Exercise description - Return exactly the lines from the "What do you see at coordinates (1459, 763)" line through the last line of the entries below. Include no pictures.

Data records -
○ ○ ○

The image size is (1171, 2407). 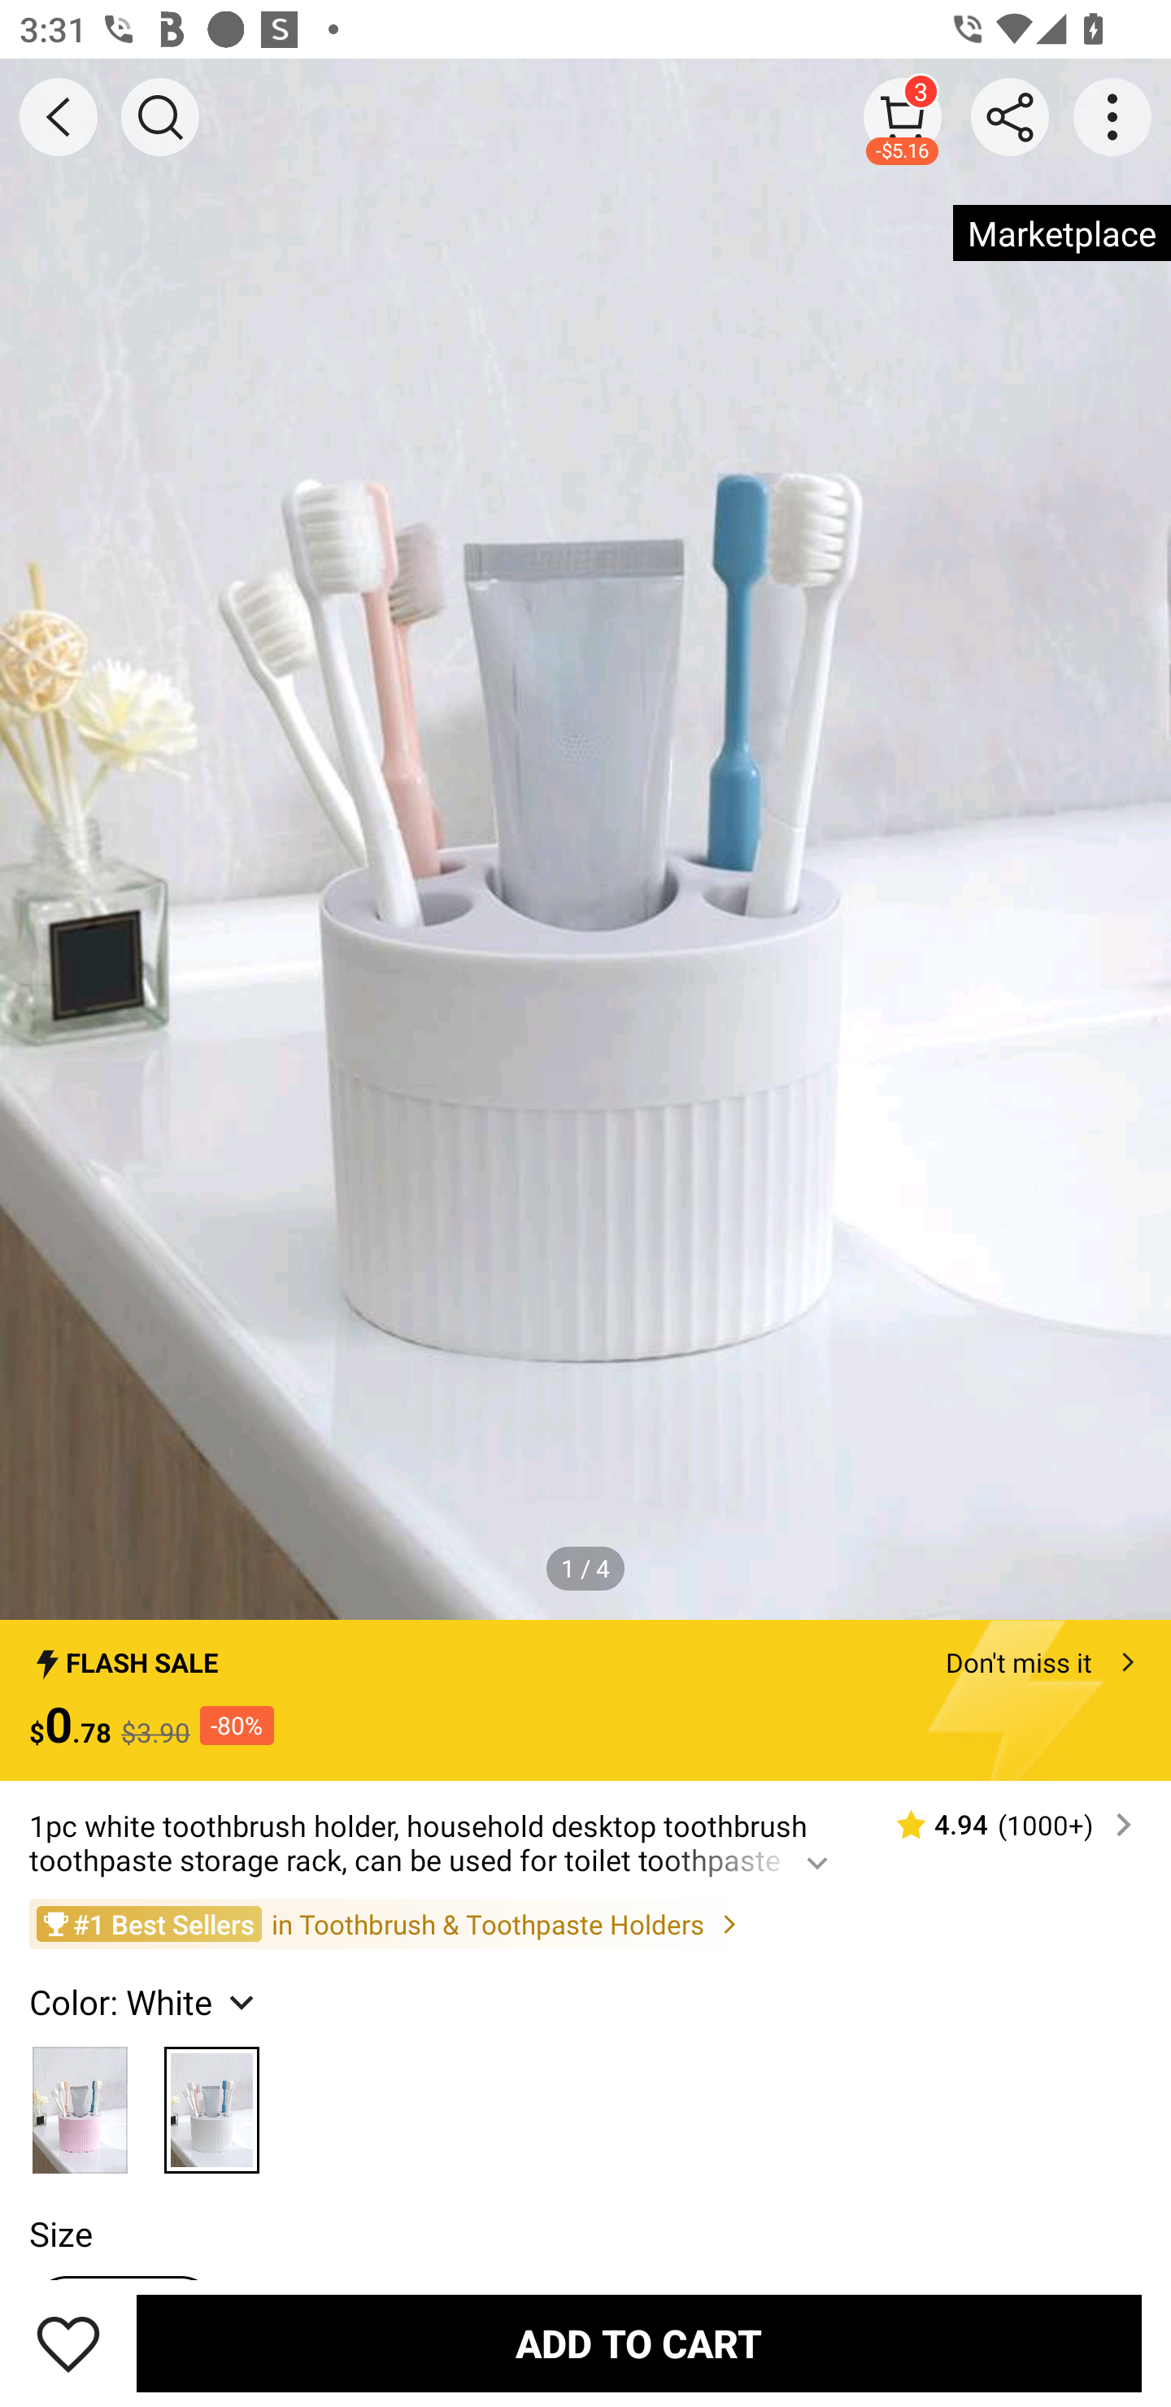 I want to click on 1 / 4, so click(x=585, y=1568).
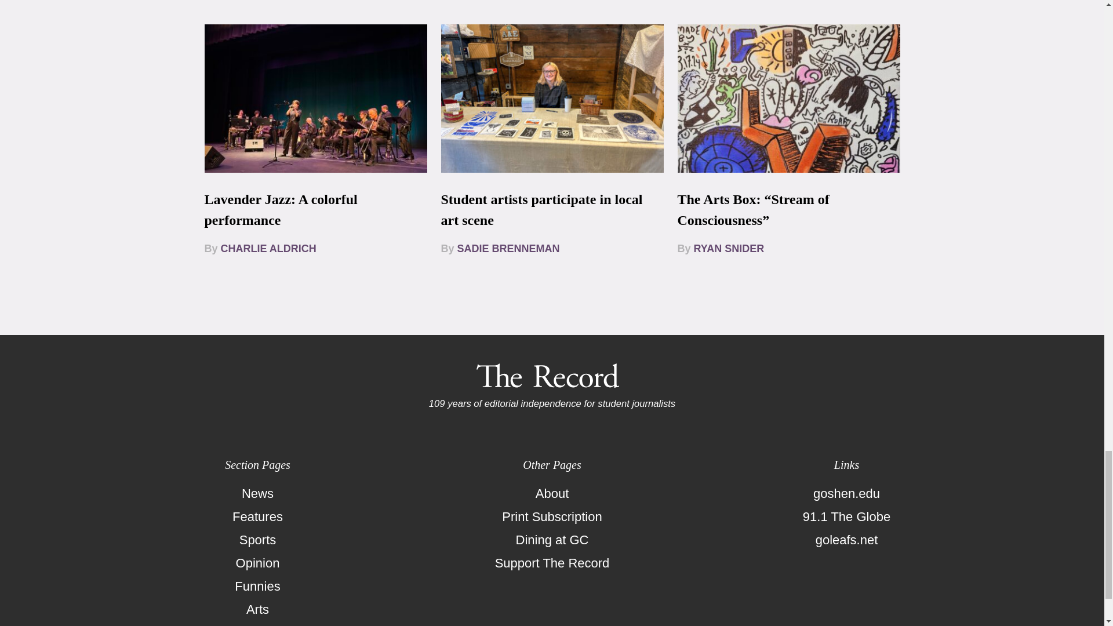 This screenshot has height=626, width=1113. What do you see at coordinates (257, 564) in the screenshot?
I see `Opinion` at bounding box center [257, 564].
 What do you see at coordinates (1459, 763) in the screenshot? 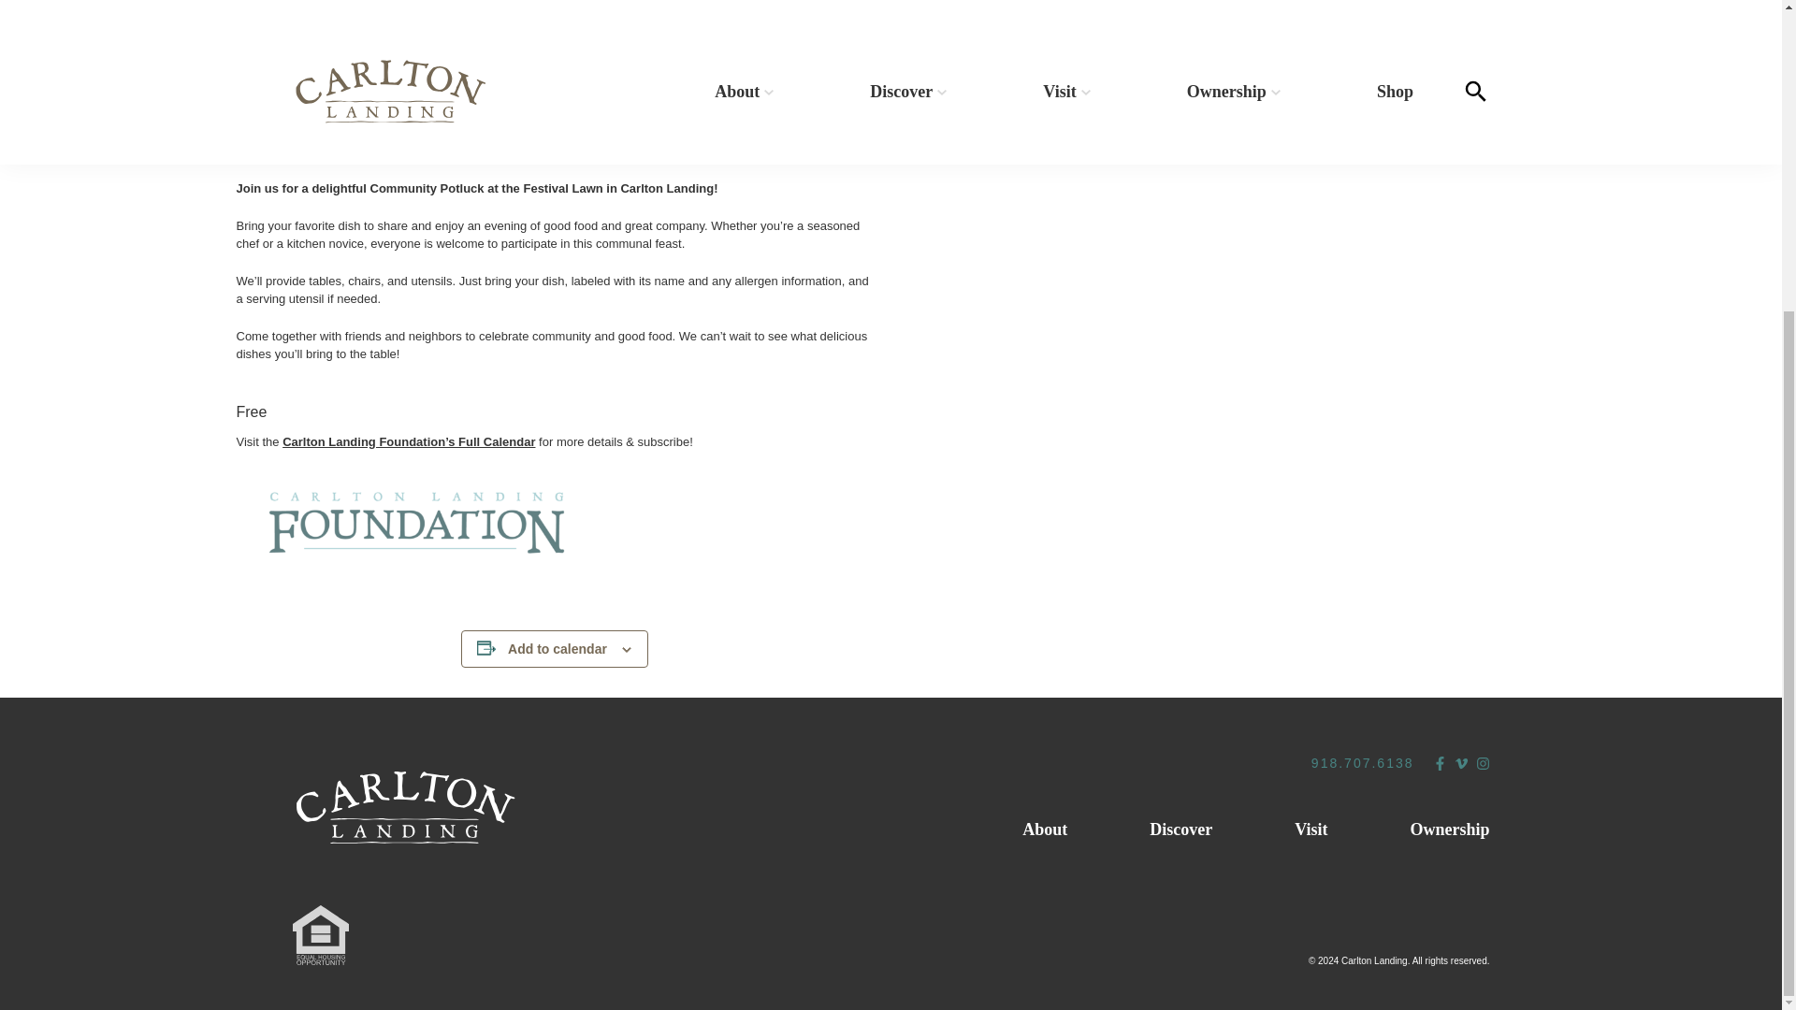
I see `Vimeo` at bounding box center [1459, 763].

○ ○ ○

Reply -
 What do you see at coordinates (1459, 763) in the screenshot? 
I see `Vimeo` at bounding box center [1459, 763].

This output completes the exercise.